What do you do with your old / unused hardware? Cables, Hard drives, motherboards, and others peripherals you have around? Stuff that is broken or just too obsolete to use.
What do you do with your old / unused hardware? Cables, Hard drives, motherboards, and others peripherals you have around? Stuff that is broken or just too obsolete to use.
There are a lot of people out there with far more time to tinker with "worthless" parts than I have - freecycle.org. It doesn't head to a landfill AND you don't have to take it any farther than the curb. Win-win.
We have a company locally that recycles old computers for schools and people who otherwise couldn't afford a computer, so a lot of stuff goes there. Old parts that can be assembled into computers, I've used for
This is what I do with old printers:
Give it to me!
...
Just kidding :)
I hate throwing out hardware that still works, I feel that it could always come in useful later, when something breaks and there's a crisis. So it usually ends up in a big box of bits. I'll try to organize it but eventually it gets overrun and I have to throw some out or find a new home for it.
Often working parts will get re-purposed for a home project or used in a friends old PC that needs repairs.
Broken, bin it (only individual components however - Never bin an entire computer). Hard drives and cables always come in use, as do PSU's. Really old motherboards bin, keep the others as spares.
Edit: When I say bin it, I mean dispose of it correctly. For example hard drives should be securely destroyed/wiped.
Go green and recycle by giving cat a bed.
taken from Here
In my area, electronics recycling is now required by law. An eco-fee is charged at point of purchase to cover this, and our bottle depots accept electronic devices.
I probably keep more than I should; I still have a huge box of parallel cables. Hard drives I always take apart before getting rid of them. Partly because I want to wipe the data, and partly because I want the magnets. Wipe one of the magnets across the surface of the disc and/or smash it with a hammer. Use the magnets to hold papers against metal storage cabinets. (I also used some magnets to make a coat hook in my cubicle.)
I recycle what I can, in a number of different ways. Just today I was handed an old laptop, still in working order. What do you do with a 400MHz Celeron laptop? Give it to one of the other staff members to give to his pre-school age grandchildren to play with. Things like cables can become a problem. There are only just so many any of us can find a use for and they accumulate faster than wire coathangers.
Hm, we trade in our old hardware even the broken one. But I'm not in the purchasing department. Although this question was asked before, iirc.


— WHAT THE EXERCISE ASKS —
Search the listing for the string "Unisex". Copy every line that has it.

— DATA FOR THE TASK —
========================

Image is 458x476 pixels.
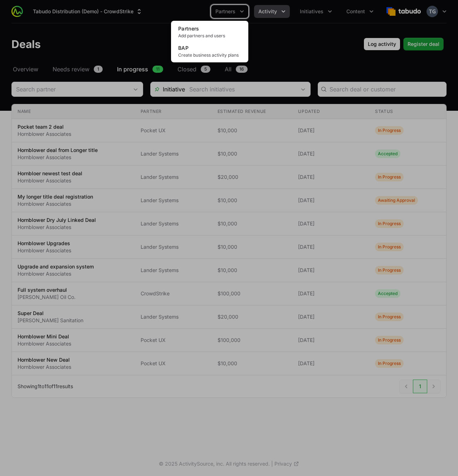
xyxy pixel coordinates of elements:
span: Create business activity plans [178,52,241,58]
span: Partners [178,25,199,32]
a: BAPCreate business activity plans [172,41,247,61]
a: PartnersAdd partners and users [172,22,247,41]
div: Main navigation [23,5,378,18]
span: BAP [178,45,189,51]
div: Partners menu [211,5,248,18]
span: Add partners and users [178,33,241,39]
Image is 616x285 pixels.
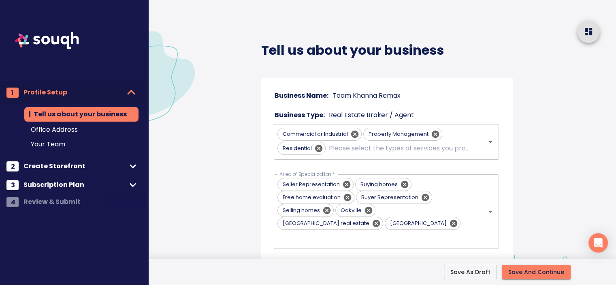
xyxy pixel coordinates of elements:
[278,193,345,201] span: Free home evaluation
[335,204,375,217] div: Oakville
[278,219,374,227] span: [GEOGRAPHIC_DATA] real estate
[278,206,325,214] span: Selling homes
[278,130,353,138] span: Commercial or Industrial
[275,109,325,121] h6: Business Type:
[277,191,354,204] div: Free home evaluation
[332,91,400,100] p: Team Khanna Remax
[24,123,138,136] div: Office Address
[278,144,317,152] span: Residential
[485,136,496,147] button: Open
[577,20,600,43] button: home
[277,178,353,191] div: Seller Representation
[336,206,366,214] span: Oakville
[385,217,460,230] div: [GEOGRAPHIC_DATA]
[11,87,13,98] span: 1
[277,204,334,217] div: Selling homes
[356,193,423,201] span: Buyer Representation
[364,130,433,138] span: Property Management
[356,191,432,204] div: Buyer Representation
[450,268,490,275] span: Save As Draft
[31,139,132,149] span: Your Team
[31,109,132,120] span: Tell us about your business
[23,160,126,172] span: Create Storefront
[502,264,570,279] button: Save And Continue
[23,87,123,98] span: Profile Setup
[277,142,326,155] div: Residential
[278,180,345,188] span: Seller Representation
[363,128,442,140] div: Property Management
[508,267,564,277] span: Save And Continue
[11,161,15,171] span: 2
[485,206,496,217] button: Open
[444,264,497,279] button: Save As Draft
[355,180,402,188] span: Buying homes
[11,180,15,190] span: 3
[385,219,451,227] span: [GEOGRAPHIC_DATA]
[261,42,513,58] h4: Tell us about your business
[31,125,132,134] span: Office Address
[24,138,138,151] div: Your Team
[275,90,328,101] h6: Business Name:
[329,110,414,120] p: Real Estate Broker / Agent
[588,233,608,252] div: Open Intercom Messenger
[327,140,472,156] input: Please select the types of services you provide*
[355,178,411,191] div: Buying homes
[277,128,362,140] div: Commercial or Industrial
[24,107,138,121] div: Tell us about your business
[23,179,126,190] span: Subscription Plan
[277,217,383,230] div: [GEOGRAPHIC_DATA] real estate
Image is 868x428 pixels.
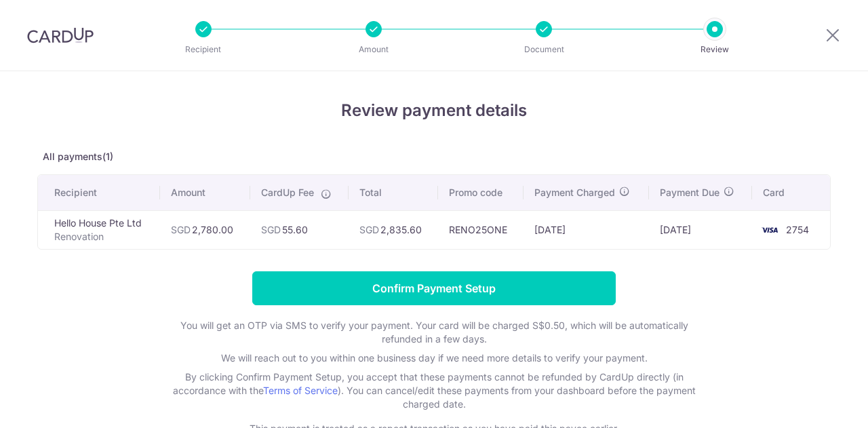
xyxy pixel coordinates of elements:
[171,223,190,235] span: SGD
[263,384,338,396] a: Terms of Service
[38,210,160,249] td: Hello House Pte Ltd
[160,175,250,210] th: Amount
[348,210,438,249] td: 2,835.60
[38,175,160,210] th: Recipient
[261,186,314,199] span: CardUp Fee
[756,222,783,238] img: <span class="translation_missing" title="translation missing: en.account_steps.new_confirm_form.b...
[534,186,615,199] span: Payment Charged
[38,99,830,123] h4: Review payment details
[162,351,706,365] p: We will reach out to you within one business day if we need more details to verify your payment.
[752,175,830,210] th: Card
[781,387,854,421] iframe: Opens a widget where you can find more information
[160,210,250,249] td: 2,780.00
[27,27,93,44] img: CardUp
[153,43,253,56] p: Recipient
[252,272,616,305] input: Confirm Payment Setup
[438,175,524,210] th: Promo code
[664,43,765,56] p: Review
[786,223,809,235] span: 2754
[162,370,706,411] p: By clicking Confirm Payment Setup, you accept that these payments cannot be refunded by CardUp di...
[348,175,438,210] th: Total
[250,210,348,249] td: 55.60
[660,186,719,199] span: Payment Due
[524,210,649,249] td: [DATE]
[360,223,379,235] span: SGD
[261,223,281,235] span: SGD
[38,150,830,163] p: All payments(1)
[649,210,752,249] td: [DATE]
[438,210,524,249] td: RENO25ONE
[493,43,594,56] p: Document
[54,230,149,244] p: Renovation
[162,319,706,346] p: You will get an OTP via SMS to verify your payment. Your card will be charged S$0.50, which will ...
[323,43,423,56] p: Amount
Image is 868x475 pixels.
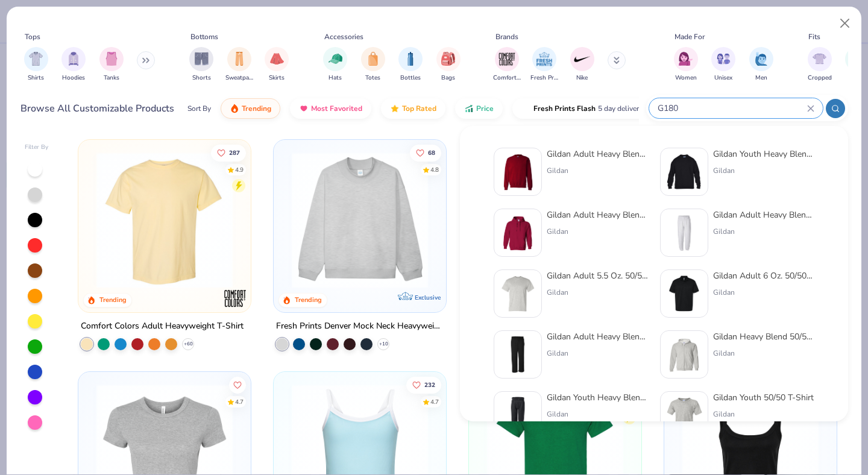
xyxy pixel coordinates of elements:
[570,47,594,83] button: filter button
[428,150,435,156] span: 68
[415,294,441,301] span: Exclusive
[226,47,253,83] button: filter button
[265,47,289,83] div: filter for Skirts
[25,143,49,152] div: Filter By
[714,348,815,358] div: Gildan
[269,73,284,83] span: Skirts
[522,104,531,113] img: flash.gif
[534,104,596,113] span: Fresh Prints Flash
[714,209,815,221] div: Gildan Adult Heavy Blend Adult 8 Oz. 50/50 Sweatpants
[437,47,461,83] button: filter button
[276,319,444,334] div: Fresh Prints Denver Mock Neck Heavyweight Sweatshirt
[834,12,857,35] button: Close
[236,165,244,175] div: 4.9
[104,73,119,83] span: Tanks
[329,73,342,83] span: Hats
[675,73,697,83] span: Women
[90,152,239,288] img: 029b8af0-80e6-406f-9fdc-fdf898547912
[195,52,209,66] img: Shorts Image
[547,330,648,343] div: Gildan Adult Heavy Blend™ Adult 50/50 Open-Bottom Sweatpant
[499,153,536,191] img: c7b025ed-4e20-46ac-9c52-55bc1f9f47df
[666,336,703,373] img: 7d24326c-c9c5-4841-bae4-e530e905f602
[493,47,521,83] button: filter button
[547,287,648,298] div: Gildan
[265,47,289,83] button: filter button
[547,165,648,176] div: Gildan
[547,391,648,404] div: Gildan Youth Heavy Blend™ 8 oz., 50/50 Sweatpants
[666,214,703,251] img: 13b9c606-79b1-4059-b439-68fabb1693f9
[576,73,588,83] span: Nike
[24,47,49,83] div: filter for Shirts
[230,150,241,156] span: 287
[61,47,86,83] div: filter for Hoodies
[547,226,648,237] div: Gildan
[714,148,815,160] div: Gildan Youth Heavy Blend 8 Oz. 50/50 Fleece Crew
[290,98,371,119] button: Most Favorited
[431,398,439,406] div: 4.7
[329,52,342,66] img: Hats Image
[712,47,736,83] button: filter button
[656,101,807,115] input: Try "T-Shirt"
[191,32,218,42] div: Bottoms
[547,148,648,160] div: Gildan Adult Heavy Blend Adult 8 Oz. 50/50 Fleece Crew
[808,47,832,83] div: filter for Cropped
[379,341,388,348] span: + 10
[232,52,246,66] img: Sweatpants Image
[809,32,821,42] div: Fits
[666,153,703,191] img: 0dc1d735-207e-4490-8dd0-9fa5bb989636
[666,397,703,434] img: 12c717a8-bff4-429b-8526-ab448574c88c
[400,73,421,83] span: Bottles
[717,52,731,66] img: Unisex Image
[236,398,244,406] div: 4.7
[311,104,363,113] span: Most Favorited
[499,275,536,312] img: 91159a56-43a2-494b-b098-e2c28039eaf0
[402,104,437,113] span: Top Rated
[270,52,284,66] img: Skirts Image
[242,104,272,113] span: Trending
[192,73,211,83] span: Shorts
[24,47,49,83] button: filter button
[530,47,559,83] button: filter button
[189,47,214,83] button: filter button
[712,47,736,83] div: filter for Unisex
[714,226,815,237] div: Gildan
[547,270,648,282] div: Gildan Adult 5.5 Oz. 50/50 T-Shirt
[813,52,827,66] img: Cropped Image
[749,47,774,83] div: filter for Men
[755,52,768,66] img: Men Image
[223,286,247,311] img: Comfort Colors logo
[61,47,86,83] button: filter button
[434,152,582,288] img: a90f7c54-8796-4cb2-9d6e-4e9644cfe0fe
[530,73,559,83] span: Fresh Prints
[666,275,703,312] img: 58f3562e-1865-49f9-a059-47c567f7ec2e
[361,47,385,83] div: filter for Totes
[493,73,521,83] span: Comfort Colors
[476,104,494,113] span: Price
[714,270,815,282] div: Gildan Adult 6 Oz. 50/50 Jersey Polo
[226,47,253,83] div: filter for Sweatpants
[498,50,516,68] img: Comfort Colors Image
[513,98,652,119] button: Fresh Prints Flash5 day delivery
[441,52,455,66] img: Bags Image
[20,101,175,116] div: Browse All Customizable Products
[62,73,85,83] span: Hoodies
[100,47,123,83] button: filter button
[323,47,347,83] button: filter button
[499,336,536,373] img: 33884748-6a48-47bc-946f-b3f24aac6320
[714,73,733,83] span: Unisex
[755,73,768,83] span: Men
[674,47,698,83] button: filter button
[547,348,648,358] div: Gildan
[808,47,832,83] button: filter button
[230,376,247,393] button: Like
[495,32,518,42] div: Brands
[679,52,693,66] img: Women Image
[441,73,456,83] span: Bags
[365,73,381,83] span: Totes
[406,376,441,393] button: Like
[410,144,441,161] button: Like
[714,391,814,404] div: Gildan Youth 50/50 T-Shirt
[714,287,815,298] div: Gildan
[105,52,118,66] img: Tanks Image
[574,50,592,68] img: Nike Image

========================

— ANSWER SECTION —
[717,52,731,66] img: Unisex Image
[712,47,736,83] div: filter for Unisex
[714,73,733,83] span: Unisex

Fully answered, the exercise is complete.